Disparity persists between quality perception, actual outcomes at top hospitals

As hospitals focus resources and efforts on boosting patient satisfaction, they should keep in mind that patients' perception of their care is not synonymous with their clinical performance.

Despite being well-liked by patients, more than 120 of the top U.S. hospitals have death rates for heart attack, heart failure or pneumonia significantly higher than the national average, according to a USA TODAY analysis of new Medicare data. Nevertheless, the hospitals were recommended by two-thirds of their patients or received patient satisfaction scores of 9 or 10 on a 10-point scale.

Even some of the some of the most renowned teaching hospitals don't perform well in preventing healthcare-acquired infections, according to a Consumer Reports Health hospital ratings list last month.

This gap in patients' perceptions of quality of care and hospitals' death and readmission questions how to accurately measure hospitals. However, healthcare experts still haven't agreed on what measures to use, notes USA Today.

"You can judge how it feels to be in the hospital," Yale cardiologist Harlan Krumholz, who helped revise Medicare's hospital rating method, told USA Today. "But you can't judge whether they're doing everything well on the medical side."

In order to help patients make better informed decisions about where to receive care, as well as to receive incentives under new pay-for-performance models, hospitals should report patient satisfaction scores along with more concrete measures of patient care.

"Patients are good at judging which places are clean, whether people responded to their needs and whether they're getting adequate pain relief,"said Judith Hibbard, an expert on how patients perceive healthcare. "[B]ut there's lots of information that's not captured in patient survey data that people should also pay attention to."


--- Task to complete ---
Output every entry below word for word, minus the images.

:: Dataset content

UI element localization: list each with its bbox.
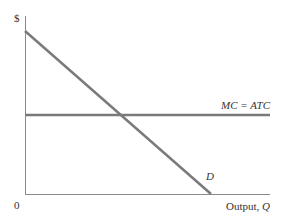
- demand-label: D: [206, 170, 214, 182]
- x-axis-label-var: Q: [262, 200, 270, 212]
- x-axis-label-text: Output,: [226, 200, 262, 212]
- mc-atc-label: MC = ATC: [221, 99, 270, 111]
- chart-canvas: [0, 0, 291, 224]
- demand-line: [25, 31, 211, 194]
- y-axis-label: $: [14, 12, 20, 24]
- origin-label: 0: [14, 199, 20, 211]
- x-axis-label: Output, Q: [226, 200, 270, 212]
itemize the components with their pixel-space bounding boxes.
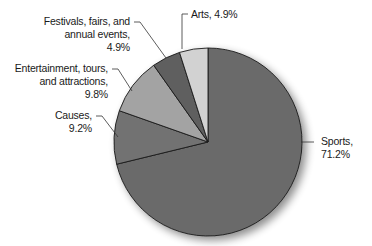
slice-label: Causes,9.2% <box>55 109 92 134</box>
pie-slices <box>114 48 302 236</box>
slice-label: Entertainment, tours,and attractions,9.8… <box>15 62 108 100</box>
slice-label: Arts, 4.9% <box>191 8 237 20</box>
leader-line <box>134 22 166 58</box>
leader-line <box>182 14 188 49</box>
pie-chart: Sports,71.2%Causes,9.2%Entertainment, to… <box>0 0 372 246</box>
leader-line <box>112 69 132 91</box>
slice-label: Sports,71.2% <box>321 135 353 160</box>
slice-label: Festivals, fairs, andannual events,4.9% <box>44 15 131 53</box>
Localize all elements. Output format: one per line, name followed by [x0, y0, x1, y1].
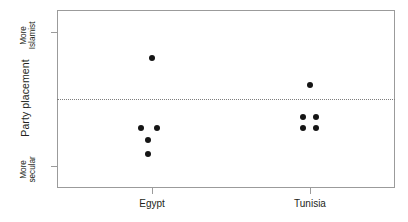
x-axis-label-egypt: Egypt — [139, 198, 165, 209]
x-axis-tick-egypt — [152, 188, 153, 194]
y-axis-label-more-secular: More secular — [19, 138, 38, 200]
reference-line — [57, 99, 395, 100]
y-axis-label-more-secular-line2: secular — [28, 138, 37, 200]
y-axis-tick-bottom — [51, 166, 57, 167]
x-axis-tick-tunisia — [310, 188, 311, 194]
y-axis-tick-top — [51, 32, 57, 33]
y-axis-label-more-islamist-line1: More — [19, 4, 28, 66]
y-axis-label-more-secular-line1: More — [19, 138, 28, 200]
y-axis-label-more-islamist: More Islamist — [19, 4, 38, 66]
scatter-chart-figure: Party placement More Islamist More secul… — [0, 0, 408, 222]
y-axis-label-more-islamist-line2: Islamist — [28, 4, 37, 66]
x-axis-label-tunisia: Tunisia — [294, 198, 326, 209]
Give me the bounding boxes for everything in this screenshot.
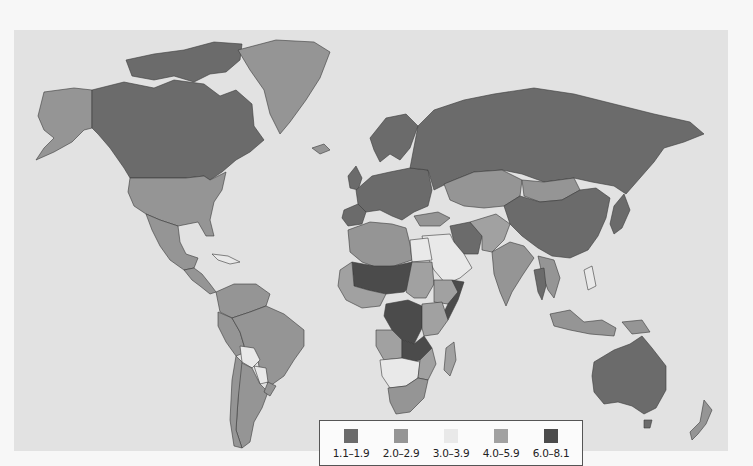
region-madagascar xyxy=(444,342,456,376)
region-north-africa xyxy=(348,222,412,268)
legend-swatch xyxy=(444,429,458,443)
region-central-america xyxy=(184,268,216,294)
region-papua xyxy=(622,320,650,334)
region-new-zealand xyxy=(690,400,712,440)
world-map xyxy=(14,30,728,451)
region-caribbean xyxy=(212,254,240,264)
region-philippines xyxy=(584,266,596,290)
legend-swatch xyxy=(394,429,408,443)
legend-item-2: 2.0–2.9 xyxy=(377,429,425,459)
region-scandinavia xyxy=(370,114,418,162)
legend-label: 3.0–3.9 xyxy=(433,447,470,459)
legend-label: 4.0–5.9 xyxy=(483,447,520,459)
map-legend: 1.1–1.9 2.0–2.9 3.0–3.9 4.0–5.9 6.0–8.1 xyxy=(319,420,583,466)
legend-swatch xyxy=(544,429,558,443)
region-russia xyxy=(410,88,704,194)
region-australia xyxy=(592,336,666,414)
legend-item-3: 3.0–3.9 xyxy=(427,429,475,459)
region-tasmania xyxy=(644,420,652,428)
legend-label: 2.0–2.9 xyxy=(383,447,420,459)
region-indonesia xyxy=(550,310,616,336)
region-canada xyxy=(92,80,264,180)
map-panel: 1.1–1.9 2.0–2.9 3.0–3.9 4.0–5.9 6.0–8.1 xyxy=(14,30,728,451)
legend-item-4: 4.0–5.9 xyxy=(477,429,525,459)
region-europe xyxy=(356,168,432,220)
legend-item-5: 6.0–8.1 xyxy=(527,429,575,459)
legend-label: 1.1–1.9 xyxy=(333,447,370,459)
region-alaska xyxy=(36,88,92,160)
region-japan xyxy=(610,194,630,234)
legend-swatch xyxy=(494,429,508,443)
region-iceland xyxy=(312,144,330,154)
legend-label: 6.0–8.1 xyxy=(533,447,570,459)
legend-item-1: 1.1–1.9 xyxy=(327,429,375,459)
region-egypt xyxy=(410,238,432,262)
region-turkey xyxy=(414,212,450,226)
legend-swatch xyxy=(344,429,358,443)
region-india xyxy=(492,242,534,306)
region-thailand xyxy=(534,268,546,300)
region-east-africa xyxy=(422,302,448,336)
region-canada-arctic xyxy=(126,42,242,82)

::::

--- Result of this exercise ---
UI element localization: list each with its bbox.
- demand-label: D: [206, 170, 214, 182]
- x-axis-label-var: Q: [262, 200, 270, 212]
- x-axis-label-text: Output,: [226, 200, 262, 212]
- mc-atc-label: MC = ATC: [221, 99, 270, 111]
- chart-canvas: [0, 0, 291, 224]
- demand-line: [25, 31, 211, 194]
- y-axis-label: $: [14, 12, 20, 24]
- origin-label: 0: [14, 199, 20, 211]
- x-axis-label: Output, Q: [226, 200, 270, 212]
itemize the components with their pixel-space bounding boxes.
slice-label: Causes,9.2% <box>55 109 92 134</box>
pie-slices <box>114 48 302 236</box>
slice-label: Entertainment, tours,and attractions,9.8… <box>15 62 108 100</box>
slice-label: Arts, 4.9% <box>191 8 237 20</box>
leader-line <box>134 22 166 58</box>
leader-line <box>182 14 188 49</box>
pie-chart: Sports,71.2%Causes,9.2%Entertainment, to… <box>0 0 372 246</box>
leader-line <box>112 69 132 91</box>
slice-label: Sports,71.2% <box>321 135 353 160</box>
slice-label: Festivals, fairs, andannual events,4.9% <box>44 15 131 53</box>
Localize all elements. Output format: one per line, name followed by [x0, y0, x1, y1].
x-axis-label-egypt: Egypt — [139, 198, 165, 209]
x-axis-tick-egypt — [152, 188, 153, 194]
y-axis-label-more-secular: More secular — [19, 138, 38, 200]
reference-line — [57, 99, 395, 100]
y-axis-label-more-secular-line2: secular — [28, 138, 37, 200]
y-axis-tick-bottom — [51, 166, 57, 167]
x-axis-tick-tunisia — [310, 188, 311, 194]
y-axis-tick-top — [51, 32, 57, 33]
y-axis-label-more-islamist-line1: More — [19, 4, 28, 66]
y-axis-label-more-secular-line1: More — [19, 138, 28, 200]
y-axis-label-more-islamist: More Islamist — [19, 4, 38, 66]
scatter-chart-figure: Party placement More Islamist More secul… — [0, 0, 408, 222]
y-axis-label-more-islamist-line2: Islamist — [28, 4, 37, 66]
x-axis-label-tunisia: Tunisia — [294, 198, 326, 209]
Give me the bounding boxes for everything in this screenshot.
region-madagascar xyxy=(444,342,456,376)
region-north-africa xyxy=(348,222,412,268)
legend-swatch xyxy=(444,429,458,443)
region-central-america xyxy=(184,268,216,294)
region-papua xyxy=(622,320,650,334)
region-new-zealand xyxy=(690,400,712,440)
world-map xyxy=(14,30,728,451)
region-caribbean xyxy=(212,254,240,264)
region-philippines xyxy=(584,266,596,290)
legend-swatch xyxy=(394,429,408,443)
legend-item-2: 2.0–2.9 xyxy=(377,429,425,459)
region-scandinavia xyxy=(370,114,418,162)
legend-label: 3.0–3.9 xyxy=(433,447,470,459)
legend-label: 4.0–5.9 xyxy=(483,447,520,459)
map-legend: 1.1–1.9 2.0–2.9 3.0–3.9 4.0–5.9 6.0–8.1 xyxy=(319,420,583,466)
legend-swatch xyxy=(544,429,558,443)
region-russia xyxy=(410,88,704,194)
region-australia xyxy=(592,336,666,414)
legend-item-3: 3.0–3.9 xyxy=(427,429,475,459)
region-tasmania xyxy=(644,420,652,428)
legend-label: 2.0–2.9 xyxy=(383,447,420,459)
region-indonesia xyxy=(550,310,616,336)
region-canada xyxy=(92,80,264,180)
map-panel: 1.1–1.9 2.0–2.9 3.0–3.9 4.0–5.9 6.0–8.1 xyxy=(14,30,728,451)
legend-item-4: 4.0–5.9 xyxy=(477,429,525,459)
region-europe xyxy=(356,168,432,220)
legend-item-5: 6.0–8.1 xyxy=(527,429,575,459)
legend-label: 1.1–1.9 xyxy=(333,447,370,459)
region-alaska xyxy=(36,88,92,160)
region-japan xyxy=(610,194,630,234)
legend-swatch xyxy=(494,429,508,443)
region-iceland xyxy=(312,144,330,154)
legend-label: 6.0–8.1 xyxy=(533,447,570,459)
legend-item-1: 1.1–1.9 xyxy=(327,429,375,459)
region-egypt xyxy=(410,238,432,262)
region-turkey xyxy=(414,212,450,226)
legend-swatch xyxy=(344,429,358,443)
region-india xyxy=(492,242,534,306)
region-thailand xyxy=(534,268,546,300)
region-east-africa xyxy=(422,302,448,336)
region-canada-arctic xyxy=(126,42,242,82)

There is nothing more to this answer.